The Pérez Art Museum Miami (PAMM) continues to lead Miami’s institutional conversation under chief curator José Carlos Díaz. The museum’s winter lineup highlights international voices while embracing Miami’s cultural identity, reminding visitors that art here is as much about place as perspective.
ICA Miami balances conceptual rigor with visual surprise, while No Vacancy pairs artists with hotels across Miami Beach — including The Betsy, The Sagamore and The Shelborne — turning hospitality into a medium for installation art.
Along Lincoln Road, sculptures by local and global artists animate the pedestrian promenade. The fourteen impactful installations transform Lincoln Road into an open-air gallery this season. Highlights include “Empower Flower,” Rubem Robierb’s gleaming lotus that feels both fragile and fierce, and Oscar Esteban Martinez’s “La Herencia Viva,” a towering human head etched with puzzle pieces. Overhead, Philippe Katerine’s five bubblegum-pink inflatables — collectively titled “Mr. Pink Takes Flight” — float playfully against the Miami sky, a reminder that art can make you look up and wish for wings.
For Miami Art Week, Soho Beach House unveils an entirely new permanent art collection — and for the first time, it’s dedicated entirely to photography. Curated by Kate Bryan, the house’s global head of collections, the exhibition celebrates the power and versatility of the medium through a lineup that bridges continents and generations. Works by Isaac Julien, JR, Marilyn Minter, Walead Beshty, Ming Smith, Hank Willis Thomas, René Matic, Dayanita Singh, Thomas Dozol and Douglas Gordon headline the curation.
The collection captures the immediacy and emotion of photography as fine art — exploring light, identity and narrative in strikingly personal ways. As guests move through the space, they’ll find the works integrated throughout the property’s interiors, turning the members’ club into a living gallery that reflects Miami’s role as a crossroads for global creativity.
Reefline, Leandro Erlich.
At the forefront of contemporary urban art, Wynwood Walls Museum remains the world’s premier outdoor street art destination — a cultural landmark that continues to evolve with Miami’s creative energy. Curated by Jessica Goldman Srebnick, the 2025 Art Week program introduces a new exhibition titled “ONLY HUMAN,” exploring what remains uniquely human in an age of accelerating technology.
The show celebrates lived experience and imagination through murals by SETH, Miss Birdy, Cryptik, Sickid, Joe Iurato and Pursue, each transforming the museum’s walls into meditations on empathy, expression and connection. Inside the Goldman Global Arts Gallery, companion works by Retna, Simon Berger, Sandra Chevrier and El Mac expand the theme through texture and portraiture.
With artists from more than 25 countries represented, the Wynwood Walls experience this year reflects both the global reach and local roots of street art’s evolution — reaffirming Miami’s reputation as the canvas of contemporary culture.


• Problem description: Return each line exactly, beginning with the one that has "Locate an element on the screen. This" and finishing with the final line of the material. Drop any pictures.

• Data extracts:
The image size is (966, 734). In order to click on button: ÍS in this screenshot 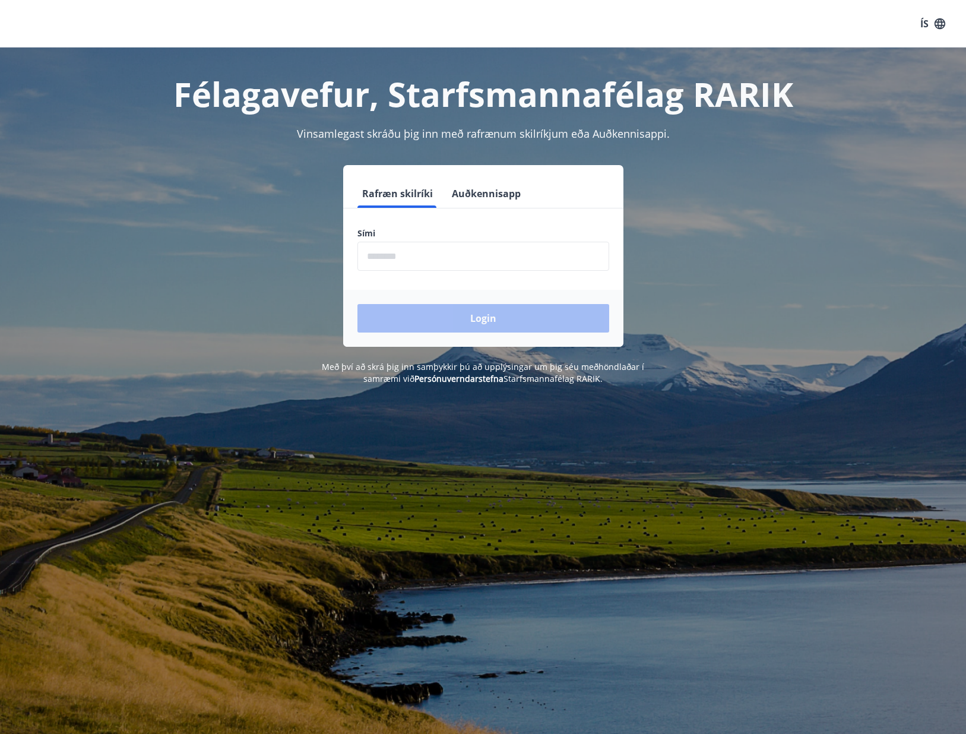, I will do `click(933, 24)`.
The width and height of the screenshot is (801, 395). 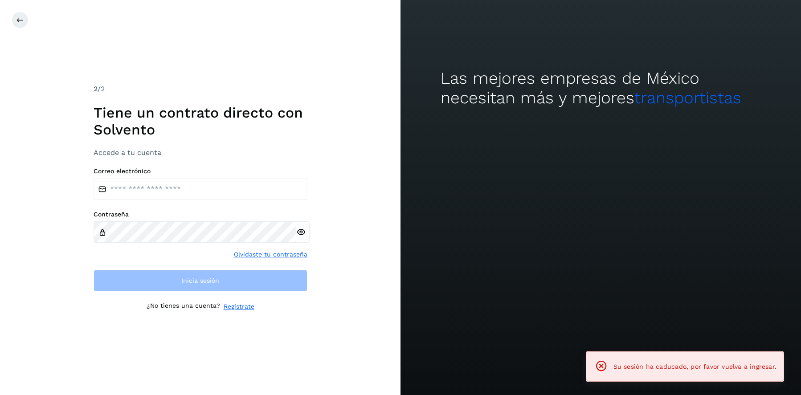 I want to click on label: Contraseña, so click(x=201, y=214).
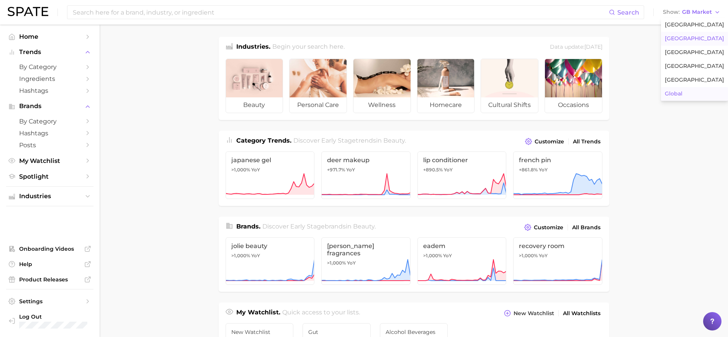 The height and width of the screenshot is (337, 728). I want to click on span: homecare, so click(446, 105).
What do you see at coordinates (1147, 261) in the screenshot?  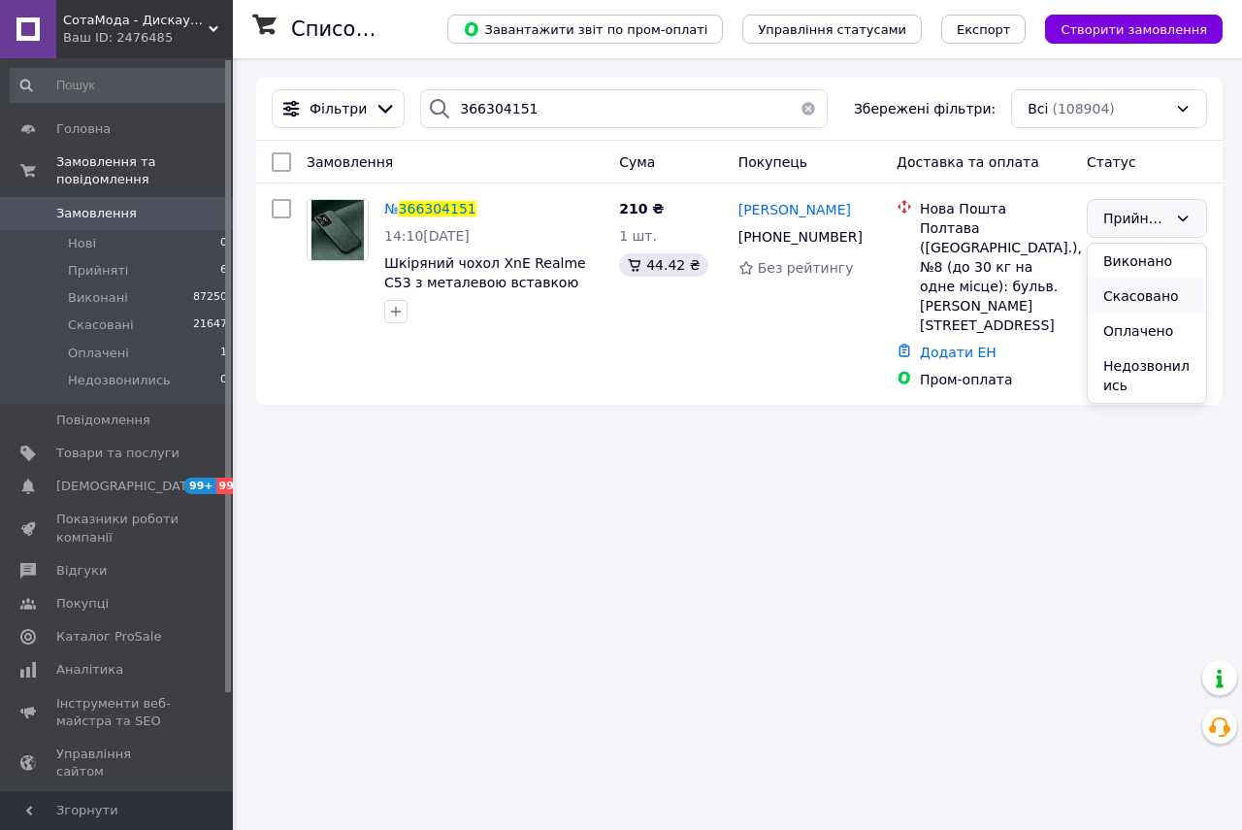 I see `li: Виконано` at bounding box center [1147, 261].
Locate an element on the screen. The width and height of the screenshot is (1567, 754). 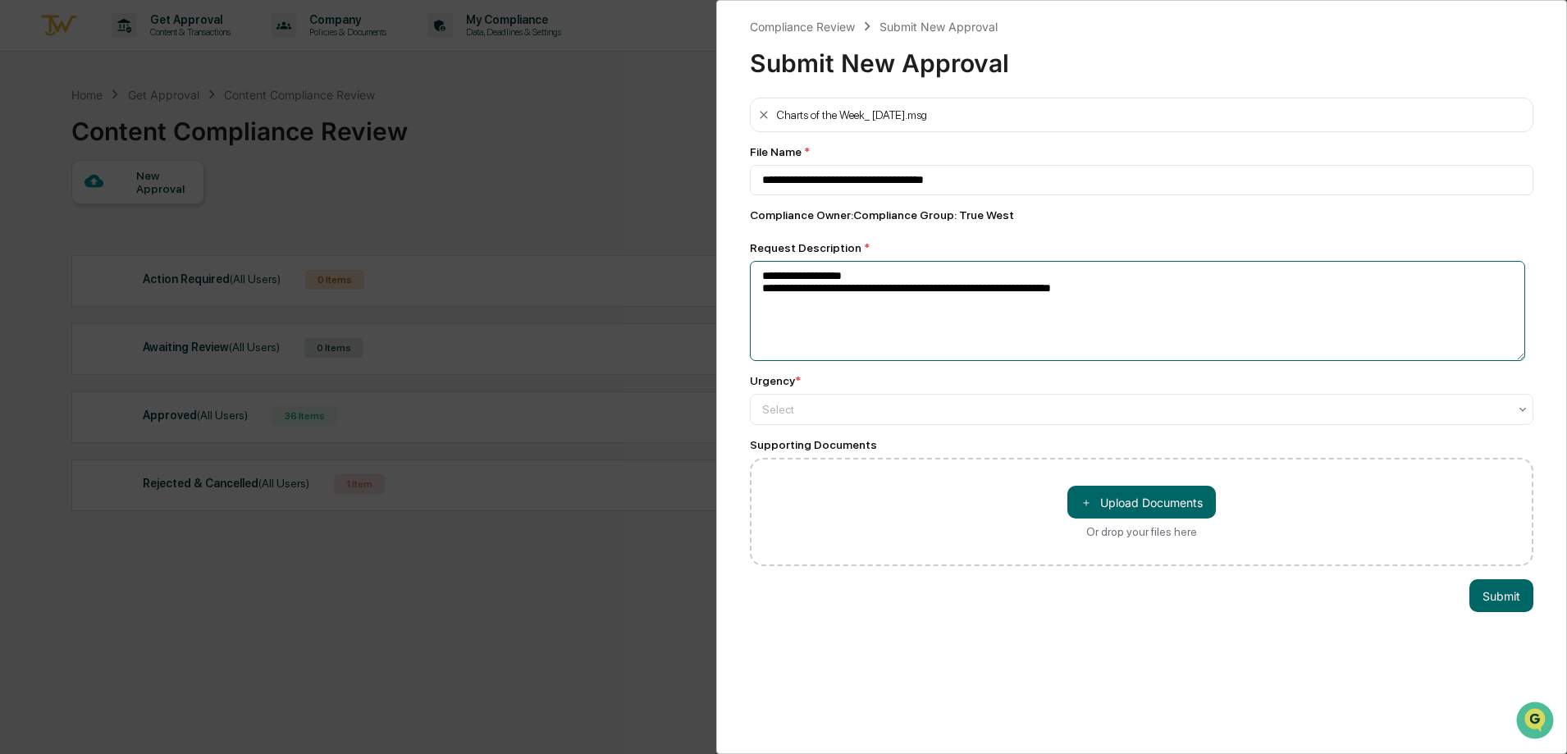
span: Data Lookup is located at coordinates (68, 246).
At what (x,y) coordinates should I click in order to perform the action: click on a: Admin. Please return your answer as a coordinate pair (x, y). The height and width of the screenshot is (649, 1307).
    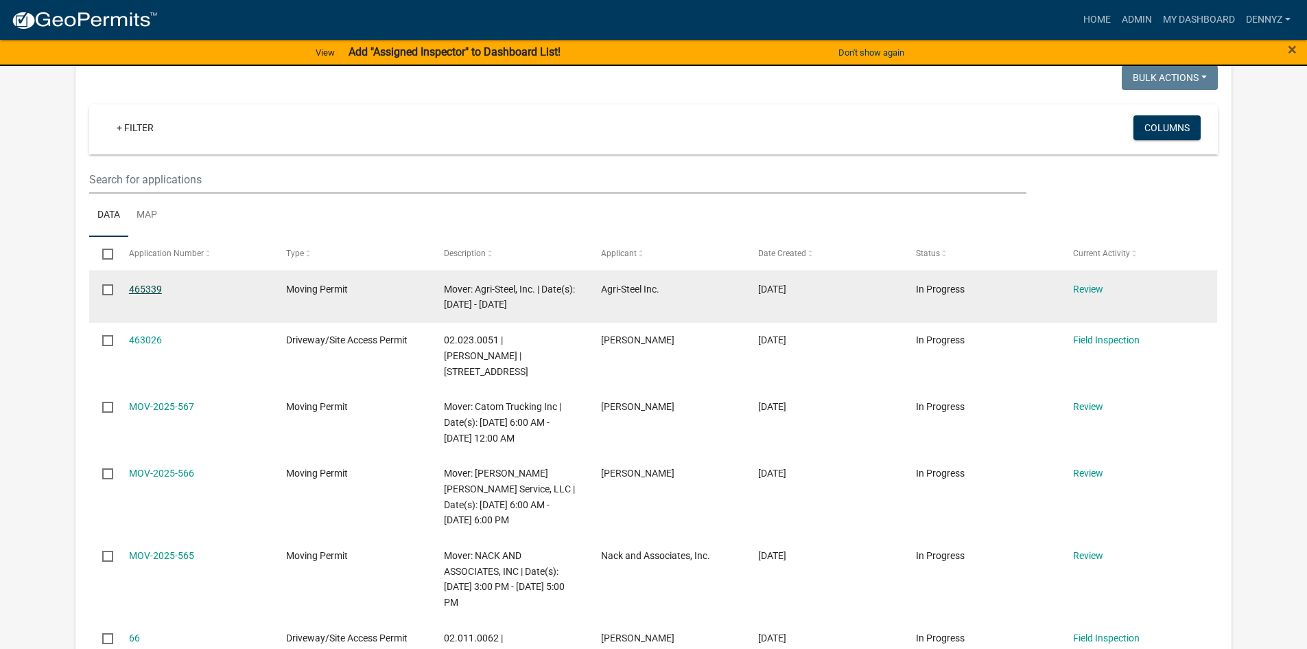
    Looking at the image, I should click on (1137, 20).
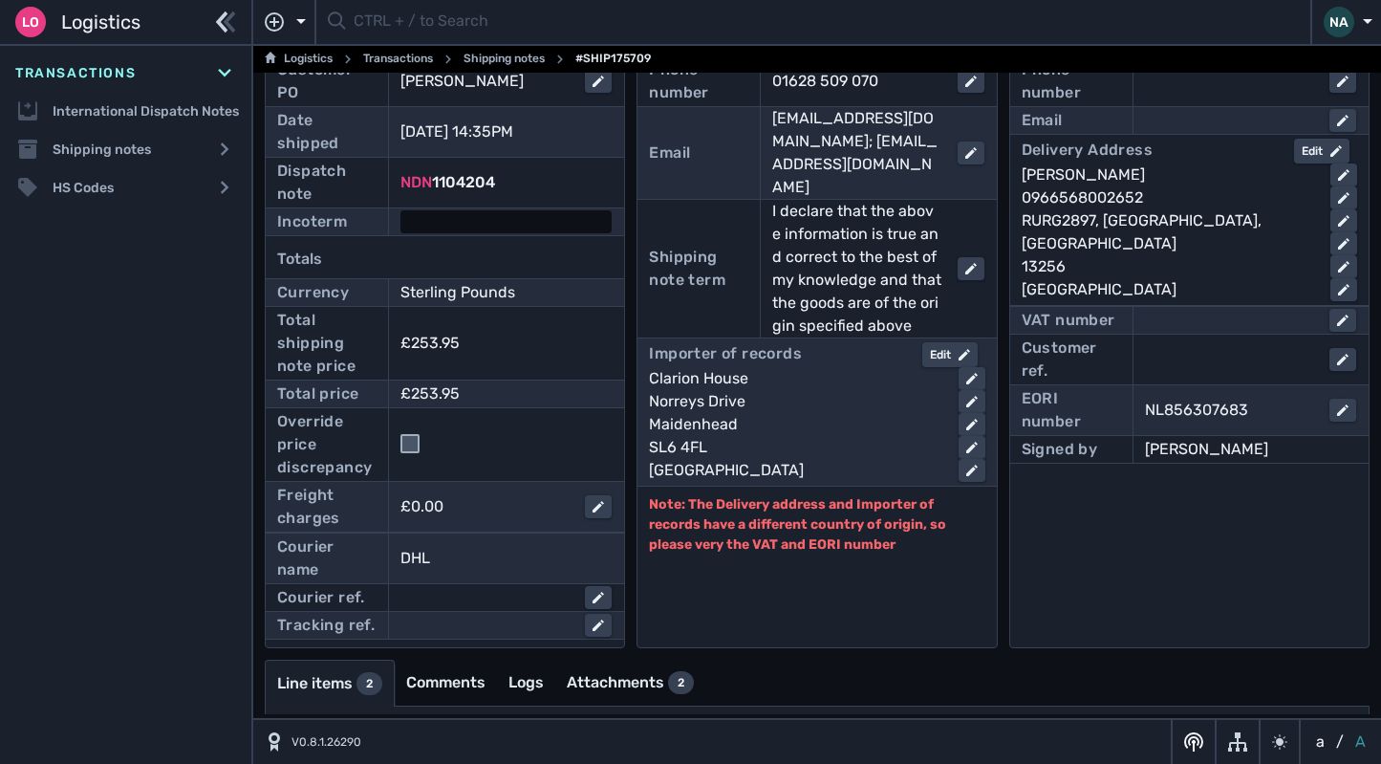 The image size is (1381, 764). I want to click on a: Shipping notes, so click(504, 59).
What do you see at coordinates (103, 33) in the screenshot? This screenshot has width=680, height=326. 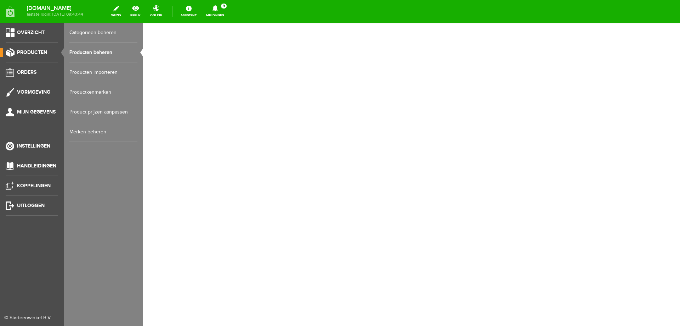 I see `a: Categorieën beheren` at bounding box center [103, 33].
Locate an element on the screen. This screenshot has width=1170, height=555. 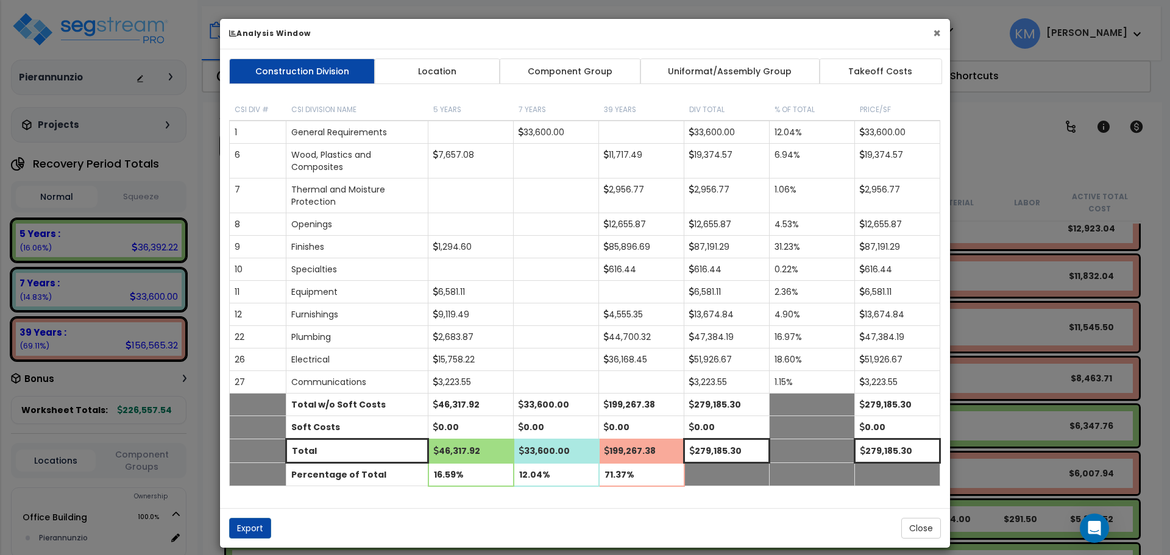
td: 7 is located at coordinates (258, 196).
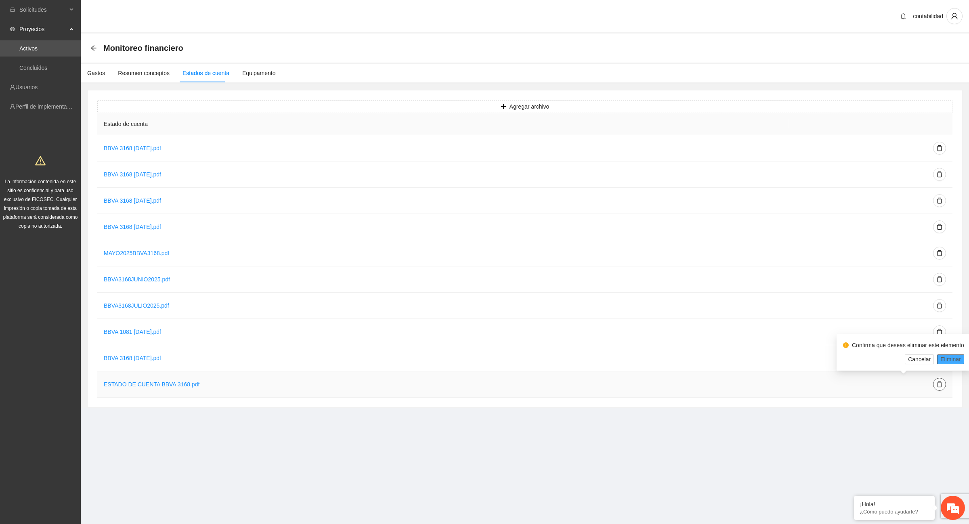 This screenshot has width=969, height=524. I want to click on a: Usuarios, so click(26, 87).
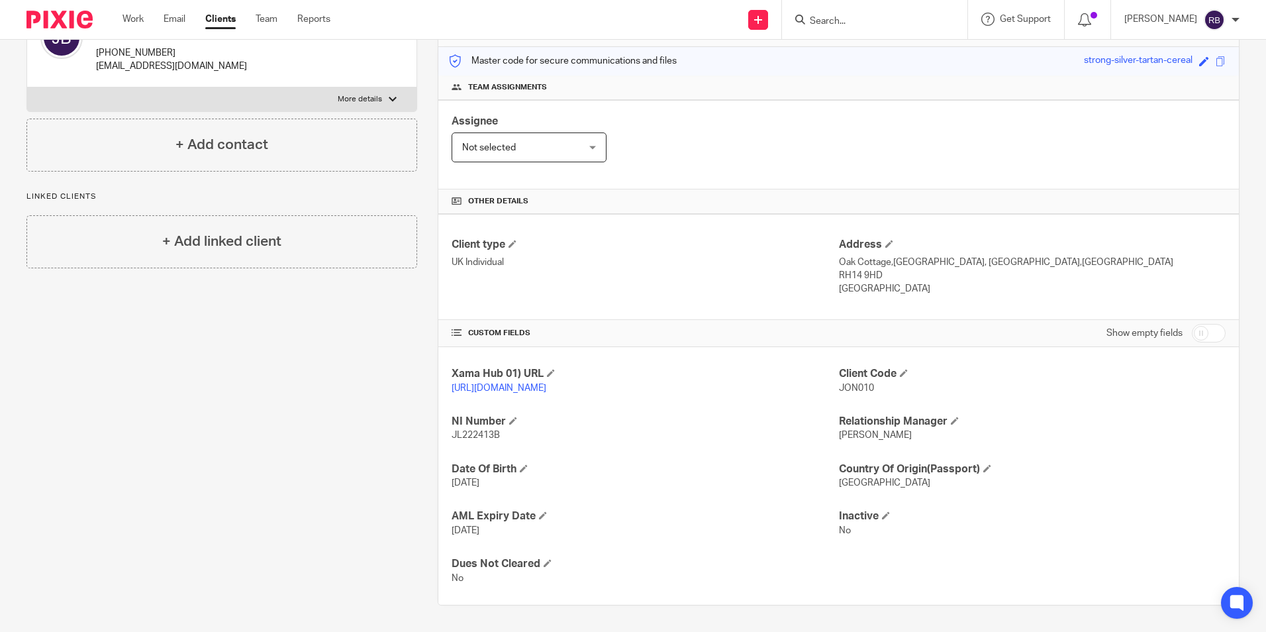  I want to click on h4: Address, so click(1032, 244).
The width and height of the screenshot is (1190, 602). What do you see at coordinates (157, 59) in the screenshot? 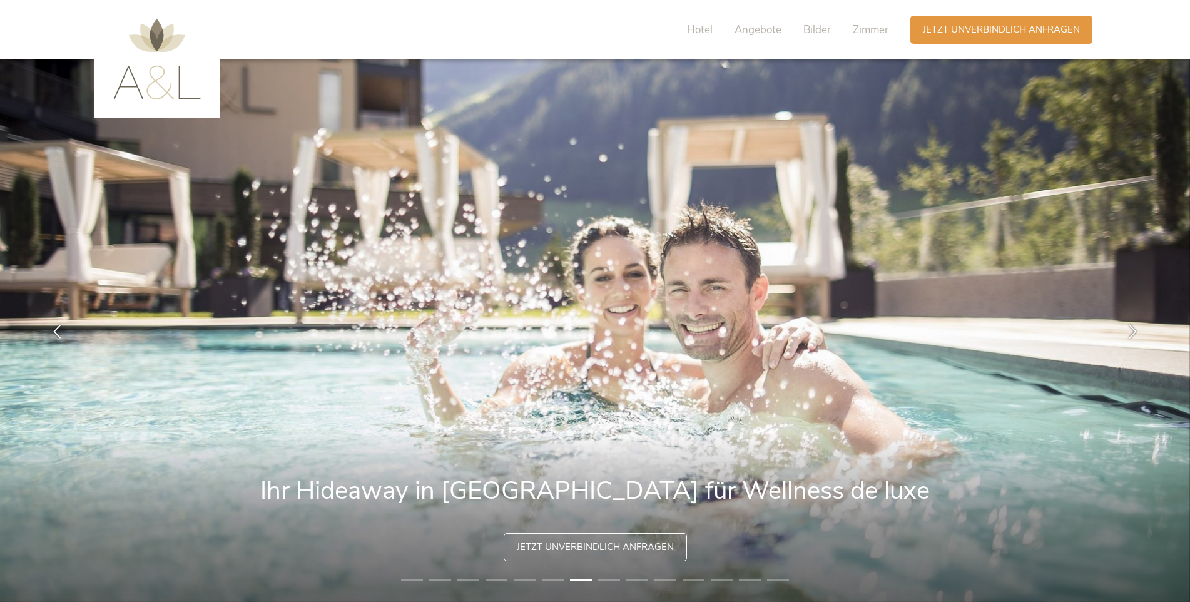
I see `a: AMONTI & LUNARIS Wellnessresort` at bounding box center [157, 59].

• Finished task:
Locate an element on the screen. This screenshot has width=1170, height=555. 
td: 7 is located at coordinates (258, 196).
 This screenshot has width=969, height=524. I want to click on a: Usuarios, so click(26, 87).
  I want to click on h4: Address, so click(1032, 244).
The width and height of the screenshot is (1190, 602). What do you see at coordinates (157, 59) in the screenshot? 
I see `a: AMONTI & LUNARIS Wellnessresort` at bounding box center [157, 59].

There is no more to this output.